You have to build, and take advantage of, an environment that nurtures  good ideas:

This is a book about the space of innovation.  Some environments squelch new ideas; some environments seem to breed them effortlessly.

Good ideas come from many places:

Good ideas are not conjured out of thin air; they are built out of a collection of existing parts, the composition of which expands (and occasionally, contracts) over time.
A good idea is a network…  an idea is not a single thing.  It is more like a swarm.

Good ideas come from people – notice that that is “people” (plural!):

The most productive tool for generating good ideas remains a circle of humans at a table, talking shop.

And, remember, that creativity, and then innovation, are the result of good ideas.  Johnson’s decision to talk about good ideas was significant:

I have deliberately chosen the broadest possible phrasing – good ideas – to suggest the cross-disciplinary vantage point I am trying to occupy.

So…pretend that you have a group of people who have nurtured the idea generation skill that is needed.  You come together to work on generating new, good, usable ideas.

What do you do?

You have some brainstorming sessions. And then, you have the chance of sparking/catching those good ideas.  You are looking for that someone in that crowd that can help you come up with just the right next new idea:

This is not the wisdom of the crowd, but the wisdom of someone in the crowd.  It’s not that the network itself is smart; it’s that the individuals get smarter because they’re connected to the network.

So, what do you in this brainstorming session?  You brainstorm.  But, we all know, brainstorming done poorly does not work.

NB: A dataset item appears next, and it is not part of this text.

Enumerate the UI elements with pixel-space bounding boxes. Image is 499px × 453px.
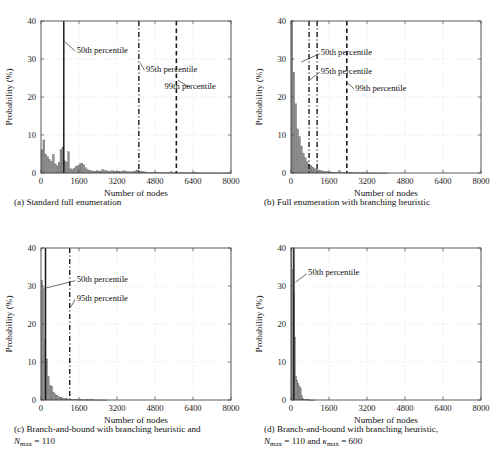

Here is some genuinely important “how to brainstorm well” counsel from The Art of Innovation  (Lessons in Creativity from IDEO, America’s Leading Design Firm) by Tom Kelley.

• Seven Secrets for Better Brainstorming…

1)  Sharpen the focus.

2)    Playful Rules. (e.g. – at IDEO:     Go for quantity. Encourage wild ideas. Be visual).

 

1.              Number your ideas.  (it creates quantity – it makes it easier to refer to specific ideas…)
2.              Build and Jump.
3.              The Space Remembers.
4.              Stretch your mental muscles.
5.              Get physical. (including:  big blocks; competitors products; use the body itself!)

• Six ways to kill a brainstormer
The boss gets to speak first (the boss gets to speak!)
Everybody gets a turn.
Experts only please.
Do it off-site.
No silly stuff.
Write down everything.

And, like with every other skill that you develop, you’ll have to do it a bunch — practice brainstorming, that is.  Remember the tried and true adage: “perfect practice makes perfect.”